(CN) — By all accounts the second round of funding for small-business loans has gone far better than the disastrous first, but many community banks and mom-and-pop stores still feel sidelined by the big banks and companies.
Johnny Yoon, who co-owns the Plaza Cleaners laundromat in northern New Jersey, has had a difficult time getting his calls returned, let alone a loan.
“The bank says, ‘please don’t call the bank branch,’” Yoon says. “I’m not blaming them. They are just a cog or managers handling daily business.”
Because spring and summer are typically the busy seasons in his business, Yoon says getting a loan is a matter of survival. “If this goes for more than three months, I won’t be able to pay insurance, rent or utilities,” he said.
Offering loans of up to $10 million with the potential of never paying it back, the Small Business Administration’s Paycheck Protection Program initially started as a lifeline for outfits like Yoon’s that are struggling under various controls being enforced to slow the spread of the novel coronavirus. The program was plagued by technical glitches, regulatory loopholes and a lack of guidance, however, and saw its $349 billion reserve evaporate in a matter of days.
Congress eventually allocated $310 billion in a second round of funding, with $30 billion set aside specifically for community banks, but many of those banks continue to struggle processing applications.
“It’s ridiculous,” said Scott Cote, chairman and CEO of Pentucket Bank in Haverhill, Massachusetts. “Tons of lenders across the country were just sitting in front of their computers.”
During the first round of PPP funding, before the money ran out, Cote’s bank processed 300 loans worth more than $50 million.
About 100 applications were left in the queue for the second round, and Cote said his staff stayed up until 3 in the morning Monday to finish the backlog of applications after they were told at the last minute that the SBA could not accept applications until 10:30 a.m. Monday morning.
According to numbers by an SBA spokeswoman, the agency had processed $52 billion in total loans under the second round of funding, about $29 billion of which was from small lenders, as of Tuesday.
“They outsmarted themselves,” Cote said of regulators, noting that the $30 billion carveout for smaller banks was hampered by bigger banks’ submitting applications simultaneously. “They should have had had the smaller banks go first, instead of painting us with the same broad brush.”
As with the first go-round of PPP funding, technical issues seem to be at the heart of the snags. “They were allowing [large] banks to input 15,000 applications in a single XML file,” which then slowed down the process considerably, Cote said.
To contend with the logjam, the SBA announced Wednesday it would allow only lenders with less than $1 billion in assets to access its lending portal.
Other community banks have adapted their own systems to ease the process. Peapack-Gladstone Bank has processed more than 2,000 applications — including 155 left over from the first round before it ran out of money — but the process is much speedier than before.
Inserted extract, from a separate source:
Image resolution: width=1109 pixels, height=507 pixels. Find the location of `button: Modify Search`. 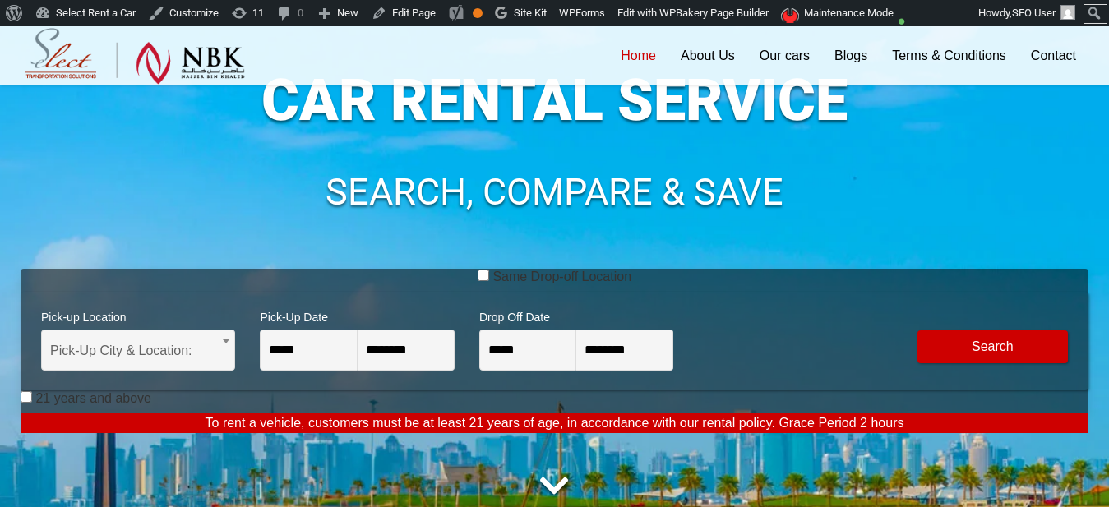

button: Modify Search is located at coordinates (992, 347).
Vince Spero, executive vice president of the boutique New Jersey bank, attributes much of that to the bank’s change of lending platforms. Whereas before the bank had to manually input applications during round one, it was able during round two to pre-load applications into the queue and then hit send once the SBA’s systems went live.
“Yesterday we got just as many loans approved in 14 hours as in 14 days,” Spero said on Tuesday.
Noting about 80% of the bank’s PPP loan approvals have been for $350,000 or less, Spero estimates that larger companies are more prepared with their applications than smaller ones are. “A lot of these are just smaller businesses that are just trying to stay alive” and didn’t have the required forms ready, Spero said.